3. you cannot copyright pure information. – Countering yourself here, Sir. First you say so. Then, by the looks of this article, you seem to support people like Mr. Murdoch who peddle information through their media channels and are running on two limbs to “protect” this information and make it paid.
4. Copyright is not so restrictive that it has stopped the creation of works since its beginning, hardly. And it shouldn’t be done that way. – One point that I agree to, mostly. Though popular perception and demand point otherwise.
5. But there’s really nothing that can substitute for one mind and one voice. – The open source movement, the Innocentive community or even Wikipedia are stark and popular exceptions.
6. People don’t know how to write anymore. – Citizen journalists probably report things that many news papers or channels might miss. Yes it may require some professional editorial touch up here or there. But with people ready to pitch in due to simple interest or even a need to be appreciated increases the reach of news media manyfold. However, I believe if a person gets to see his/her name over the news website or newspaper or the news channel, he/she will surely ensure that he does a good job of it rather do it shabbily.
7. The Secret Tibet argument – Yes if copyrighted it could be easily accessible. However, today there is an answer – self-publishing. But of course if you really want to earn through your works, which is not wrong at all, you may take the conventional publishing house path. But, again, I want to state that today there is a way to let small-time writers and their works to announce their arrival into the world without the same problems as before.

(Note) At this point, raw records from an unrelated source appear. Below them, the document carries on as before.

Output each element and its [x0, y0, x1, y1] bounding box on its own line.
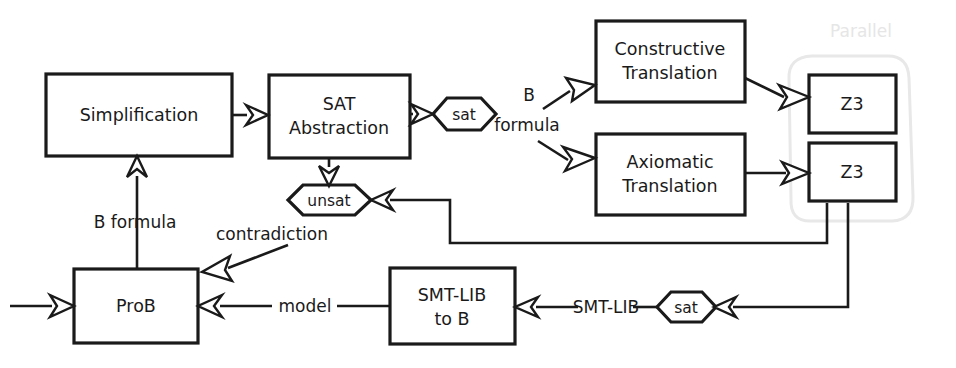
- arrowhead-icon: [714, 297, 736, 317]
- edge-line: [228, 245, 288, 268]
- node-sat-top[interactable]: sat: [433, 98, 496, 130]
- node-unsat[interactable]: unsat: [288, 185, 371, 215]
- node-z3-bottom[interactable]: Z3: [809, 143, 896, 201]
- node-constructive-translation[interactable]: Constructive Translation: [596, 21, 745, 102]
- arrowhead-icon: [319, 166, 339, 186]
- edge-sat-to-constructive-translation: [543, 78, 595, 109]
- edge-label-model: model: [279, 296, 332, 316]
- arrowhead-icon: [246, 105, 268, 125]
- constructive-translation-label-line2: Translation: [621, 63, 717, 83]
- arrowhead-icon: [198, 295, 222, 317]
- constructive-translation-label-line1: Constructive: [615, 39, 726, 59]
- edge-sat-bottom-to-smtlib-to-b: SMT-LIB: [515, 297, 657, 317]
- arrowhead-icon: [127, 156, 147, 177]
- edge-label-formula: formula: [494, 115, 560, 135]
- edge-input-to-prob: [10, 295, 74, 317]
- edge-label-smtlib: SMT-LIB: [573, 297, 640, 317]
- node-sat-abstraction[interactable]: SAT Abstraction: [269, 75, 410, 158]
- arrowhead-icon: [50, 295, 74, 317]
- edge-line: [543, 91, 570, 109]
- node-sat-bottom[interactable]: sat: [657, 292, 716, 322]
- edge-label-b: B: [523, 85, 535, 105]
- edge-prob-to-simplification: B formula: [94, 156, 177, 269]
- workflow-diagram: Parallel Simplification SAT Abstraction …: [0, 0, 956, 368]
- simplification-label: Simplification: [80, 105, 199, 125]
- smtlib-to-b-label-line2: to B: [434, 309, 469, 329]
- edge-sat-abstraction-to-unsat: [319, 158, 339, 186]
- arrowhead-icon: [202, 256, 232, 281]
- prob-label: ProB: [116, 296, 156, 316]
- arrowhead-icon: [782, 162, 809, 184]
- sat-abstraction-label-line2: Abstraction: [289, 118, 389, 138]
- z3-top-label: Z3: [840, 94, 863, 114]
- edge-sat-abstraction-to-sat: [410, 104, 433, 124]
- axiomatic-translation-box[interactable]: [596, 134, 745, 215]
- arrowhead-icon: [566, 78, 595, 101]
- edge-label-contradiction: contradiction: [216, 224, 328, 244]
- edge-constructive-to-z3-top: [745, 78, 809, 109]
- axiomatic-translation-label-line2: Translation: [621, 176, 717, 196]
- z3-bottom-label: Z3: [840, 162, 863, 182]
- arrowhead-icon: [371, 190, 393, 210]
- edge-axiomatic-to-z3-bottom: [745, 162, 809, 184]
- unsat-label: unsat: [307, 192, 350, 210]
- parallel-group-label: Parallel: [830, 21, 892, 41]
- diagram-canvas: Parallel Simplification SAT Abstraction …: [0, 0, 956, 368]
- sat-bottom-label: sat: [674, 299, 698, 317]
- edge-sat-to-axiomatic-translation: [538, 141, 595, 171]
- node-simplification[interactable]: Simplification: [46, 74, 232, 156]
- edge-label-b-formula: B formula: [94, 212, 177, 232]
- edge-line: [538, 141, 568, 160]
- edge-line: [745, 78, 784, 97]
- edge-simplification-to-sat-abstraction: [232, 105, 268, 125]
- smtlib-to-b-box[interactable]: [390, 268, 515, 344]
- node-prob[interactable]: ProB: [74, 269, 198, 343]
- sat-top-label: sat: [452, 106, 476, 124]
- arrowhead-icon: [515, 297, 538, 317]
- sat-abstraction-label-line1: SAT: [323, 94, 356, 114]
- sat-abstraction-box[interactable]: [269, 75, 410, 158]
- smtlib-to-b-label-line1: SMT-LIB: [418, 285, 487, 305]
- edge-line: [733, 203, 848, 307]
- constructive-translation-box[interactable]: [596, 21, 745, 102]
- edge-smtlib-to-b-to-prob: model: [198, 295, 390, 317]
- arrowhead-icon: [411, 104, 433, 124]
- node-z3-top[interactable]: Z3: [809, 75, 896, 133]
- node-axiomatic-translation[interactable]: Axiomatic Translation: [596, 134, 745, 215]
- axiomatic-translation-label-line1: Axiomatic: [626, 152, 713, 172]
- edge-unsat-to-prob-contradiction: contradiction: [202, 224, 328, 281]
- node-smtlib-to-b[interactable]: SMT-LIB to B: [390, 268, 515, 344]
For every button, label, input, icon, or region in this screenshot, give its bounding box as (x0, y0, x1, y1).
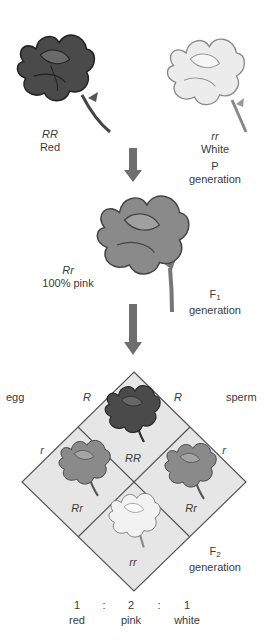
sperm-allele-r: r (219, 444, 229, 457)
ratio-white: 1 (176, 599, 198, 612)
ratio-red-label: red (60, 614, 94, 627)
sperm-allele-R: R (171, 391, 185, 404)
f1-generation-word: generation (180, 304, 250, 317)
f1-generation-letter: F1 (180, 288, 250, 304)
white-parent-flower-icon (167, 39, 246, 132)
ratio-pink-label: pink (114, 614, 148, 627)
ratio-separator: : (98, 599, 110, 612)
f1-genotype: Rr (38, 264, 98, 277)
f1-label: Rr 100% pink (38, 264, 98, 290)
f1-phenotype: 100% pink (38, 277, 98, 290)
red-parent-flower-icon (17, 35, 110, 132)
ratio-red: 1 (66, 599, 88, 612)
cell-genotype-left: Rr (62, 502, 92, 515)
cell-genotype-bottom: rr (118, 556, 148, 569)
red-parent-label: RR Red (30, 128, 70, 154)
ratio-pink: 2 (120, 599, 142, 612)
cell-genotype-top: RR (118, 452, 148, 465)
f2-generation-letter: F2 (180, 545, 250, 561)
ratio-white-count: 1 (176, 599, 198, 612)
cell-genotype-right: Rr (176, 502, 206, 515)
ratio-red-count: 1 (66, 599, 88, 612)
f2-generation-label: F2 generation (180, 545, 250, 574)
white-parent-genotype: rr (190, 130, 240, 143)
egg-label: egg (6, 391, 30, 404)
ratio-white-label: white (166, 614, 208, 627)
sperm-label: sperm (226, 391, 266, 404)
f1-generation-label: F1 generation (180, 288, 250, 317)
arrow-down-icon (124, 304, 142, 355)
p-generation-word: generation (180, 173, 250, 186)
p-generation-label: P generation (180, 160, 250, 186)
p-generation-letter: P (180, 160, 250, 173)
pink-f1-flower-icon (97, 196, 189, 312)
red-parent-genotype: RR (30, 128, 70, 141)
white-parent-label: rr White (190, 130, 240, 156)
white-parent-phenotype: White (190, 143, 240, 156)
ratio-separator: : (153, 599, 165, 612)
red-parent-phenotype: Red (30, 141, 70, 154)
arrow-down-icon (124, 148, 142, 182)
egg-allele-R: R (80, 391, 94, 404)
f2-generation-word: generation (180, 561, 250, 574)
egg-allele-r: r (37, 444, 47, 457)
ratio-pink-count: 2 (120, 599, 142, 612)
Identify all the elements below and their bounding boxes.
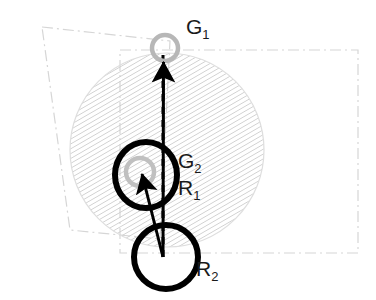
label-G2-sub: 2 (194, 161, 201, 176)
label-R2: R2 (196, 257, 218, 284)
label-R2-base: R (196, 257, 211, 280)
label-R1-sub: 1 (193, 188, 200, 203)
motion-arrow-R2-to-G1 (163, 62, 164, 257)
label-G1: G1 (186, 15, 210, 42)
label-G2-base: G (178, 149, 194, 172)
label-G1-sub: 1 (202, 27, 209, 42)
label-G1-base: G (186, 15, 202, 38)
label-R2-sub: 2 (211, 269, 218, 284)
diagram-canvas: G1 G2 R1 R2 (0, 0, 376, 300)
geometric-diagram-figure: G1 G2 R1 R2 (0, 0, 376, 300)
label-R1-base: R (178, 176, 193, 199)
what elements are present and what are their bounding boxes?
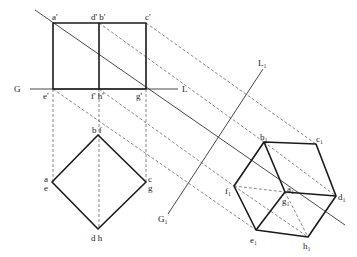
label-c-prime: c' xyxy=(145,12,151,22)
top-view: b f a e c g d h xyxy=(44,125,153,243)
label-e1: e₁ xyxy=(250,235,257,245)
label-a-prime: a' xyxy=(52,12,58,22)
label-l1: L₁ xyxy=(258,58,267,68)
label-g: g xyxy=(148,183,153,193)
projector-e xyxy=(53,89,256,230)
label-fh-prime: f' h' xyxy=(91,91,104,101)
label-g-prime: g' xyxy=(136,91,143,101)
label-d1: d₁ xyxy=(338,192,346,202)
auxiliary-view: b₁ c₁ d₁ h₁ e₁ f₁ a₁ g₁ xyxy=(225,132,346,251)
projector-fh xyxy=(99,89,234,186)
label-g1: G₁ xyxy=(158,214,168,224)
label-g: G xyxy=(14,84,21,94)
label-c1: c₁ xyxy=(316,134,323,144)
label-e-prime: e' xyxy=(43,91,49,101)
projector-lines-vertical xyxy=(53,89,146,229)
label-db-prime: d' b' xyxy=(91,12,106,22)
label-f1: f₁ xyxy=(225,186,231,196)
hidden-edge-f1-g1 xyxy=(234,186,285,192)
label-h1: h₁ xyxy=(303,241,311,251)
front-view: a' d' b' c' e' f' h' g' xyxy=(43,12,151,101)
edge-a1-e1 xyxy=(256,192,285,230)
label-b1: b₁ xyxy=(260,132,268,142)
projection-diagram: G L G₁ L₁ a' d' b' c' e' f' h' g' b f a … xyxy=(0,0,357,257)
auxiliary-view-outline xyxy=(234,142,336,237)
label-dh: d h xyxy=(91,233,103,243)
projector-c xyxy=(146,23,316,144)
label-a1: a₁ xyxy=(287,184,294,194)
label-l: L xyxy=(182,84,188,94)
label-bf: b f xyxy=(92,125,102,135)
label-g1-point: g₁ xyxy=(282,196,290,206)
label-e: e xyxy=(44,183,48,193)
projector-db xyxy=(99,23,264,142)
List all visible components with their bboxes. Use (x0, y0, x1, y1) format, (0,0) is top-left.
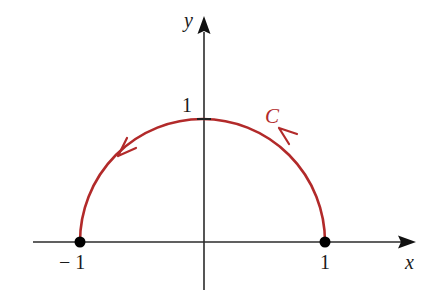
direction-arrow-right-icon (279, 128, 297, 144)
y-axis-label: y (182, 9, 193, 32)
curve-c (80, 119, 325, 242)
x-axis-label: x (404, 251, 414, 273)
contour-diagram: y x 1 − 1 1 C (0, 0, 446, 304)
y-tick-label-one: 1 (182, 94, 192, 116)
curve-label: C (265, 104, 280, 128)
point-pos-one (320, 237, 331, 248)
x-tick-label-pos-one: 1 (320, 251, 330, 273)
point-neg-one (75, 237, 86, 248)
y-axis-arrowhead-icon (198, 16, 211, 34)
x-tick-label-neg-one: − 1 (59, 251, 85, 273)
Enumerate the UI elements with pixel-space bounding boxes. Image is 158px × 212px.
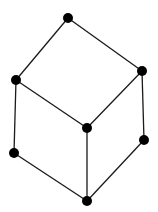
edge-top-left-upper: [16, 18, 68, 80]
hasse-diagram: [0, 0, 158, 212]
node-left-upper: [11, 75, 21, 85]
edge-right-lower-bottom: [87, 140, 144, 201]
node-center: [82, 123, 92, 133]
node-bottom: [82, 196, 92, 206]
edge-left-upper-center: [16, 80, 87, 128]
nodes-group: [9, 13, 149, 206]
node-right-lower: [139, 135, 149, 145]
node-right-upper: [137, 66, 147, 76]
node-left-lower: [9, 148, 19, 158]
edge-left-upper-left-lower: [14, 80, 16, 153]
edge-top-right-upper: [68, 18, 142, 71]
edges-group: [14, 18, 144, 201]
edge-right-upper-right-lower: [142, 71, 144, 140]
edge-right-upper-center: [87, 71, 142, 128]
node-top: [63, 13, 73, 23]
edge-left-lower-bottom: [14, 153, 87, 201]
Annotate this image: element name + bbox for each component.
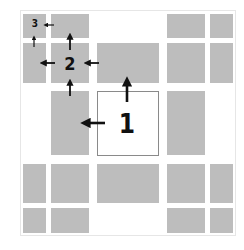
label-level-3: 3 [30,19,40,29]
label-level-2: 2 [62,55,78,73]
label-level-1: 1 [114,111,140,137]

8. But with the Internet and with the ability to tailor things, the ability to do that—to block out information that you don’t want that’s not pleasant for you—is increased. So what happens is you get people who essentially feed on their own prejudices. argument. – I don’t think we are going to become dim-witted just because we are filtering our news on Google News. With so much clutter around you must filter. As for looking at two different views, that is a mature individual’s decision, isn’t it? The point about making your children see both viewpoints of an argument holds water, but for mature adults its an informed choice that they make for themselves.
9. There are people who are actually working to do it. – Agree and you must charge for all this. Especially for news services, may be you could give news for free and charge for higher end analysis. For music or even movies, it would probably require an effort on the part of the entire ecosystem to give such output that constitutes an “offer that can’t be refused”. Of course we haven’t seen the end of this debate and with newer business models required I think we need to think more about all parties involved here.
10. They’ll just cite Wikipedia and then they won’t have anything else to cite. There won’t be any really new stuff created. – That’s going a little too far. R&D won’t depend on Wikipedia.
Posted 14 November 2009, 16:06 by Kunal Lal
Mark raises some very valid points about the valus of copyrights. Tangentially he also points out the danger of being too insular in your consumption of information. Having a very narrow view of the world may be reason his critics are villifing him for his point of view. I share his view on what constitutes real information and what is just “crowd sourcing”. Real information is created with systemtic work and thoughtful analysis. There should be protection for this output, just as there is protection for mechanical inventions (patents). Of course the irony of this situation is his most vocal critics will not be swayed since their viewpoint is myopic.